A short selection of nonsense poems, songs, cookery, and stories, including the "Owl and the Pussycat" and the "Four Little Children Who Went Round the World." 


THE JEWISH STATE (DER JUDENSTAAT - מדינת היהודים) by Theodor Herzl, translated from German by Sylvie d' Avigdor.

A critical statement in the history of the State of Israel. 


CHILDREN OF THE GHETTO by Israel Zangwill

Life in London's Jewish East End in the 19th century.


KARI THE ELEPHANT by Dhan Gopal Mukergji

The adventures of an Indian boy and his beloved elephant. 

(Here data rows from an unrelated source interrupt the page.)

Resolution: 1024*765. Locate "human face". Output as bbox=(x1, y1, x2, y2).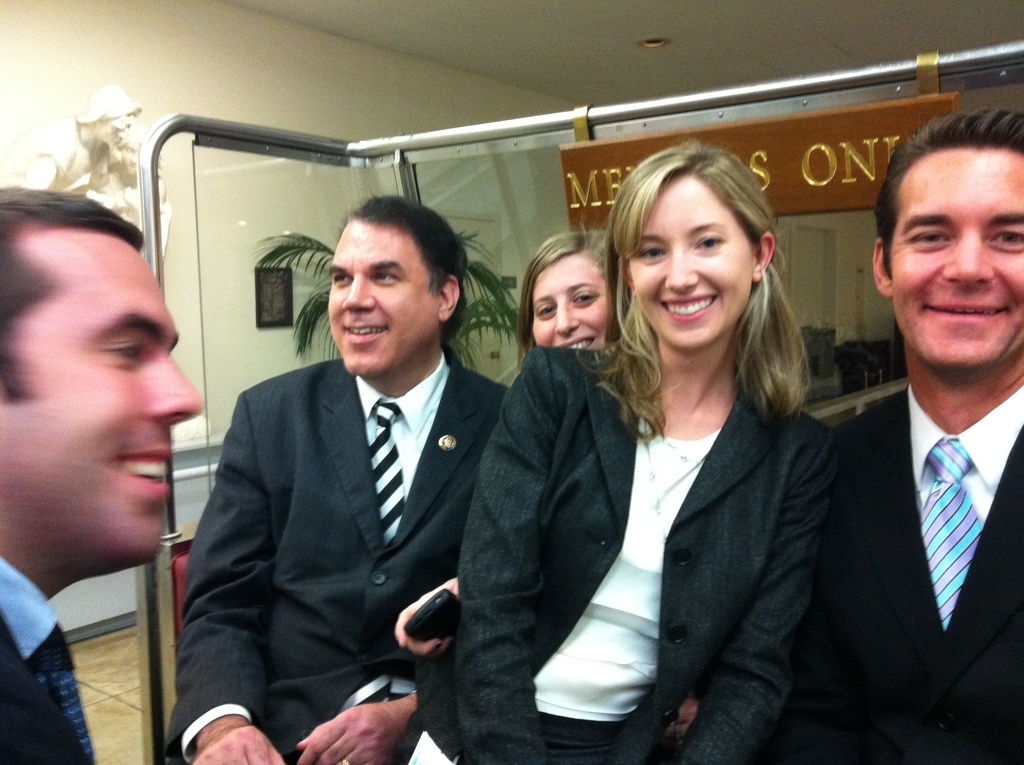
bbox=(625, 172, 749, 348).
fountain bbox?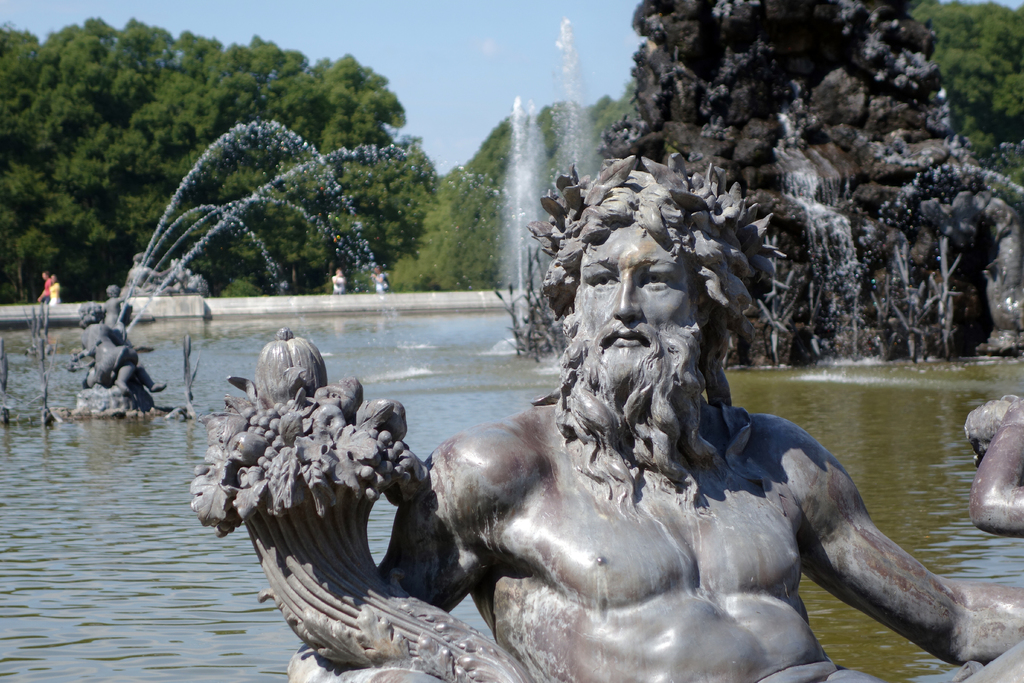
Rect(0, 4, 1023, 682)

CALIFORNIA COAST TRAILS  by J. Smeaton Chase 

In 1911, decades before California's coast Highway 1 was built, an Englishman rode his faithful horse 2000 miles from the San Gabriel River to the Klamath.  On the way he is courteously received at isolated ranches, has many quiet adventures, and is generally amazed by the beauty of our coast.  A classic early California travelog. 


THE TOUR OF DR. SYNTAX IN SEARCH OF THE PICUTURESQUE by William Combe

Written in 1809, this hillarious satirical poem in 26 stanzas follows Dr. Syntax in his search for material for a traveloge that he hopes will make him rich!


THE GOLEM:  A LEGEND OF OLD PRAGUE by Rudolf Lothar

Rabbi Loeb creates a clay man to house a perfect soul that he hopes will not be blighted by human prejudices.
The plan does not go as he hoped... 


SONS OF THE COVENANT: A TALE OF LONDON JEWRY by Samuel Gordon 

This novel of life in London's heavily Jewish East End district was published in 1900. That's just a few years after Zangwill's Children of the Ghetto (see above).


THE CURIOUS QUEST by E. Phillips Oppenheim 

A sweet, simple tale of how friendship and honesty triumph over money in which a bored young millionaire transforms his indolent self
and finds love.


MEMORIES AND SCENES by Jacob Dinezon 

(my only non-LibriVox recording)

Short stories by one of the founders of Yiddish literature.  Dinezon was a friend and mentor to Sholem Abramovitsh (Mendele Moykher Sforim), Solomon Rabinovich (Sholem Aleichem), and Isaac Leybush Peretz, among others. 


AN ANGLER'S HOURS by Hugh Sheringham 

One of the classic British books about angling. The author’s love was fly fishing but the book has several chapters about coarse fishing (grayling, dace, chub, etc.) as well as a surprising account of the Japanese tenkara method as used in England.


THE WIND BOY by Ethel Cook Elliot

A gentle, otherworldly novel featuring the mysterious “girl from the mountains.” Mystical but not magical in a Harry Potter sense, it was written for children but is much loved by grown-ups, too.